One man’s trash is another man’s bench.

The Evans City Lions Club is on a mission to turn soft plastic waste — shopping bags, beverage bottles, cellophane and other items — into public benches to be used throughout the borough.

The club is asking residents to drop off the items to be shipped to a Virginia-based company, which will turn the waste into benches at no cost.

Lions Club secretary Shelley Natali said the response to the program has been impressive. In the first week of collections, residents dropped off 84 pounds of plastics.

“It’s just coming in leaps and bounds,” she said.

It is part of the club’s long-term project to keep plastic out of landfills. Businesses providing free collection points will be the first to be offered benches for outside their establishments. “We’re getting a lot of businesses that are stepping up to help out,” Natali said.

The mass production of plastics, which began just six decades ago, has accelerated so rapidly that it has created 8.3 billion metric tons — most of it in disposable products that end up as trash, according to National Geographic.

The U.S. EPA says our nation produces about 34.5 million tons of plastic each year.

Only 9 percent of that is recycled, and 12 percent is incinerated. The vast majority — 79 percent — is accumulating in landfills or sloughing off in the natural environment as litter.

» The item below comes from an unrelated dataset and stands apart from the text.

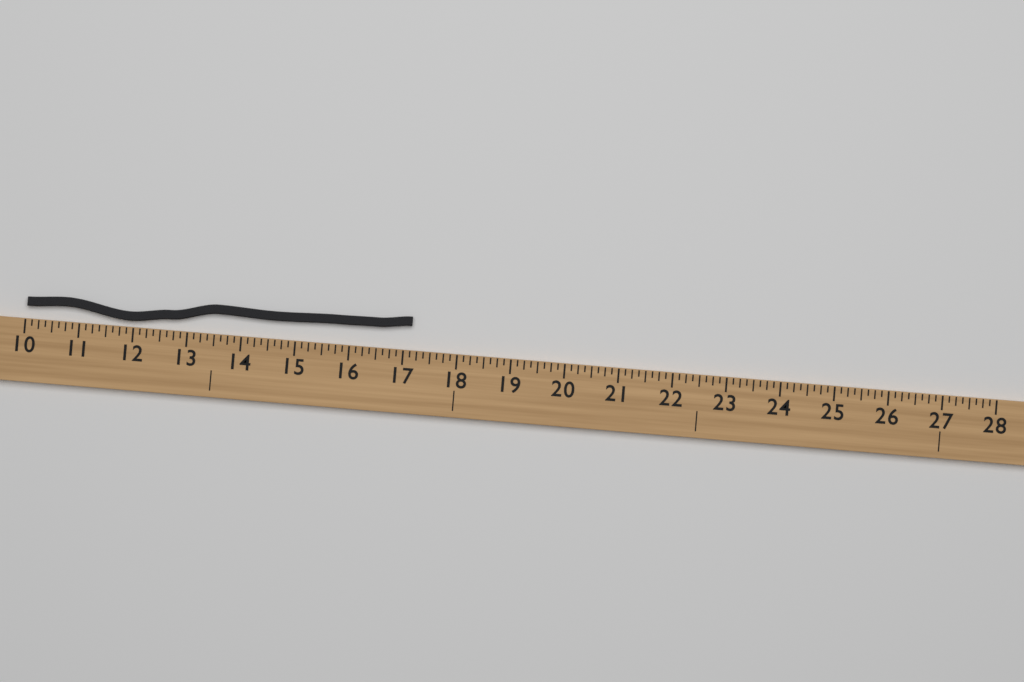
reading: 17.125 (no unit)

Plastic takes more than 400 years to degrade, so most of it still exists in some form.

Widespread use of plastics has surpassed all other man-made materials except steel and cement. If this global trend in production continues, we will have produced 34 billion tons of plastic by 2050 (100 times greater than the weight of all the humans on the planet, four times more than we have made to date. Forty-six percent of it — about 15 billion tons — is expected to be discarded in landfills or the natural environment.

The company that will produce the benches for the Evans City Lions Club, Trex, sponsors local recycling programs in universities, schools and communities throughout the nation. If a group can collect more than 500 pounds of plastic refuse in a six-month span (about 40,500 plastic bags), it will donate a high-performance composite bench to the school or community.

It seems like a no-brainer for area school districts and communities to follow the lead of the Evan City Lions Club to institute similar recycling programs.

The amount of plastic waste blanketing the planet is overwhelming, but every effort to reduce it — no matter how small the scale — should be considered.